Retirement Today: Leave it to the Grandkids?
Leave it to the Grandkids?
Reading the ABC News web site, as is my habit, I came across an interesting article by Owain Emslie and Danielle Wood discussing a report from the Grattan Institute on inheritances. The Grattan Institute is well known for its support of an inheritance tax to fix the country’s budget problems and to reduce the concentration of wealth, but this was not their usual story.
The inheritance situation has changed over the years. Firstly, as we know we are living longer, and secondly, the average size of a final estate has grown significantly and continues to grow. A ‘final estate’ is an estate without a surviving spouse. The assets have to go somewhere else and usually, it’s to the “children”. Statistics show that children receive 75% of all inheritance money. I put “children” in inverted commas because by the time they receive their inheritance they have left childhood a long way behind and are well on the way to retirement themselves, if not already retired. The histogram shows how the weight of inheritances received is concentrated around the 50 to 69 age bracket. All our boys are now into that bracket and have not received any inheritance yet. We are doing our best to make sure they have to wait quite a lot longer.
The figures are all based on Victorian statistics but it is expected that the figures will be similar in other states. The median estate in Victoria is about $500,000 with about 20% being more than $1 million. People over 75 now have an average of $1 million in assets which is an increase from $400.000 for the same age group in 1994.
The evidence suggests that retirees don’t draw down on their assets. We prefer to live on the income and even add to our savings so the inheritance we leave does not diminish. Maybe this is fear of running out of cash or worrying about the cost of falling into the area of the often predatory age care companies, if that becomes necessary.
Is it worth it? Should we just live it up a bit and spend some of that hard-earned pension fund? The problem for many is that by far the greatest asset for retirees is the family home and accessing the value of that without selling is fraught with difficulty. Maybe we should just give it up and downsize.
The Grattan report also showed that inheritances tend to go to the already wealthy. The bigger the inheritance the more likely the recipient is to be wealthy. Our own children have done well in their respective careers. With their partners, they have bought good houses now worth very much more than they cost. They have saved and invested so, in short, they don’t need an inheritance from us, but what about the grandchildren?
We are constantly being told that the millennial generation is getting a raw deal. Many will never get into the housing market and if they do they will not see the growth in value of their investment seen by their parents. The older generation like mine tends to say the millennials expect too much and that we did not have things easy. We did not have our own car when we were 17. In fact, when I was 17 most families did not have a car at all and almost all my friends could not drive. In Scotland, 50% of the population lived in state-provided housing. They would never benefit from property inflation.
There’s no doubt that the baby boomers are a charmed generation and have seen their wealth grow largely through good employment opportunities and the big increase in property values. The wealth of the Baby Boomers will probably end up in the hands of the millennials but most likely long after they really need it.
Is it time to break the age-old traditions and jump a generation? Our children don’t really need the money. They have benefitted from day one of their employment from the Australian superannuation regulations and now have substantial super funds from which to draw a pension. Their children, our grandchildren, have enjoyed a comfortable upbringing, but as they move on to their independent lives will find it much more difficult to provide themselves with good housing, at least in the first few years. If predictions are correct they will have to live in a low inflation environment for some considerable time. They are the ones who need an inheritance.
Do we leave our assets to our children and leave it to them to help the grandchildren when they need it, or do we take the initiative and write them into our wills?
George Bernard Shaw is reputed to have said “Youth is the most beautiful thing in the world, what a pity it has to be wasted on children”. Would that apply to money too?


▶ **REQUIRED WORK**: Nothing should differ between your output and the entries below.
%%
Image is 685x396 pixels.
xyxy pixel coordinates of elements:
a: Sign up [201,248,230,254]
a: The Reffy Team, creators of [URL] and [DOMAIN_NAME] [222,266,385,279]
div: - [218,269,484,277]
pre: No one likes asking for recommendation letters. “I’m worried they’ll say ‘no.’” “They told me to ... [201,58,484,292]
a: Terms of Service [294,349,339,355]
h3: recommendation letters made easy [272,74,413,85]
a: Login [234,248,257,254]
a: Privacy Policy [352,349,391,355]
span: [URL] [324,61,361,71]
%%
▶ **SOLVED EXERCISE**:
Image is 685x396 pixels.
xyxy pixel coordinates of elements:
a: Sign up [201,248,230,254]
a: The Reffy Team, creators of [URL] and [DOMAIN_NAME] [222,266,385,279]
div: - [218,269,484,277]
pre: No one likes asking for recommendation letters. “I’m worried they’ll say ‘no.’” “They told me to ... [201,58,484,292]
a: Terms of Service [294,349,339,355]
h3: recommendation letters made easy [272,74,413,85]
a: Login [234,248,257,254]
a: Privacy Policy [352,349,391,355]
span: [URL] [324,61,361,71]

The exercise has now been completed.